I. FACTS AND PROCEDURAL BACKGROUND.
Caton Jones and Salena Anderson were Detroit, Michigan, residents with
a get-rich-quick plan. The plan involved driving to Lexington, Kentucky, and
employing homeless men to sign up for two-year cell-phone service contracts
with no intent to make payments in order to obtain high-end international
smartphones at discounted rates. A particular Blackberry phone with
international service was very popular on the secondary market and could be
purchased at a greatly discounted rate from service providers if the purchaser
agrees to a two-year service contract. Jones and Anderson would pay each
homeless person $20 for his efforts and resell the activated phones on the
secondary market to a great monetary windfall.

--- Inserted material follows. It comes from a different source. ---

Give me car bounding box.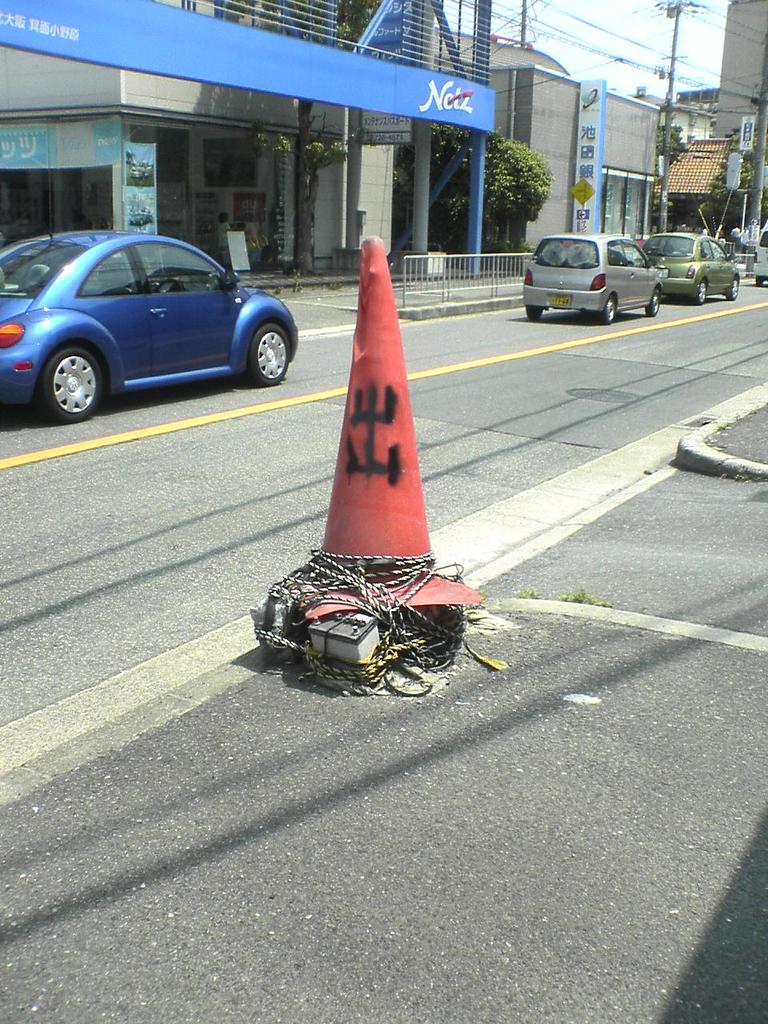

Lexington Police Department Detective Kevin Duane received a phone call
from the loss-prevention manager at an area Best Buy that a homeless man
was attempting to purchase a cell phone. Detective Duane went to the store
and approached the homeless man, ultimately convincing him not to purchase
the phone. He followed the man outside the store and observed him speaking
to another man in a van. Detective. Duane approached the man in the van and
learned he was from Detroit; the man eventually explained to the detective the
entire scheme. The Michigan man believed he was simply exploiting a loophole
in the law. For whatever reason, Detective Duane did not take him in for
questioning.
Over the course of the next several months, the Lexington Police
Department received reports from a number of cell-phone retailers that the
homeless cell-phone scam continued. But each time law enforcement arrived at
the store, the men (and the van) had already left. Later, Detective Duane finally
apprehended one of the phone purchasers. After reading the man his Miranda
rights, the man informed him he was a resident of a local homeless shelter and
he was recruited by people in a van offering each resident $20 for every cell
phone purchased. To be sure, the man had purchased several cell phones (and
contracts) that day. And he admitted to Detective Duane that he had no
intention of honoring the two-year service contract he signed at each location.
2
Detective Duane then followed the man outside the store to the van in
the parking lot. Around the same time, Jones was returning to the van from a
similar cell-phone retailer nearby. Detective Duane also found Anderson and a
number of other men sitting in the back of the van. Jones was very cooperative
with Detective Duane, and fully explained the situation. After obtaining
consent to search the van, he also discovered several cell phones, a
handwritten budget detailing the entire operation, and receipts for phones and
service contracts purchased by twelve different people. Jones and Anderson
were then taken to police headquarters and Jones provided a recorded
statement after receiving his Miranda warnings. Detective Duane then seized
all of their equipment and cell phones, leaving them just enough cash to return
to Detroit.
Jones and Anderson were charged with one count of "Engaging in
Organized Crime: Criminal. Syndicate by managing, supervising, and/or
directing individuals to acquire retail merchandise including cell phones, by
deception and/or fraud, with the intent to resell it." Detective Duane admitted
that though the homeless men could certainly be charged under the organized
crime statute as well, he intentionally chose not to penalize them "so he could
sleep at night." Jones appeared in court and knowingly and voluntarily waived
his right to counsel. He presented no evidence in his defense at trial, and the
jury found him guilty. The jury fixed his punishment at the statutory-minimum
five years' imprisonment.'
1 Anderson never appeared for trial; a warrant was issued but her charges were
dismissed without prejudice following Jones's conviction.
3
Jones filed two post-trial motions with the trial court seeking a new trial
and, alternatively, seeking to probate his sentence. The trial court denied a new
trial but agreed to probate his sentence. He was accordingly sentenced to the
minimal five-year sentence, probated for five years. Jones then appealed the
judgment to the Kentucky Court of Appeals, contending that he was entitled to
a directed verdict. The panel majority agreed and reversed his conviction,
concluding that there was insufficient evidence to prove he and his
conspirators collaborated under the "continuing basis" necessary to sustain an
organized-crime conviction.
We granted discretionary review to determine whether the
Commonwealth presented sufficient evidence for a jury to conclude beyond a
reasonable doubt that Jones engaged in a continuing criminal operation.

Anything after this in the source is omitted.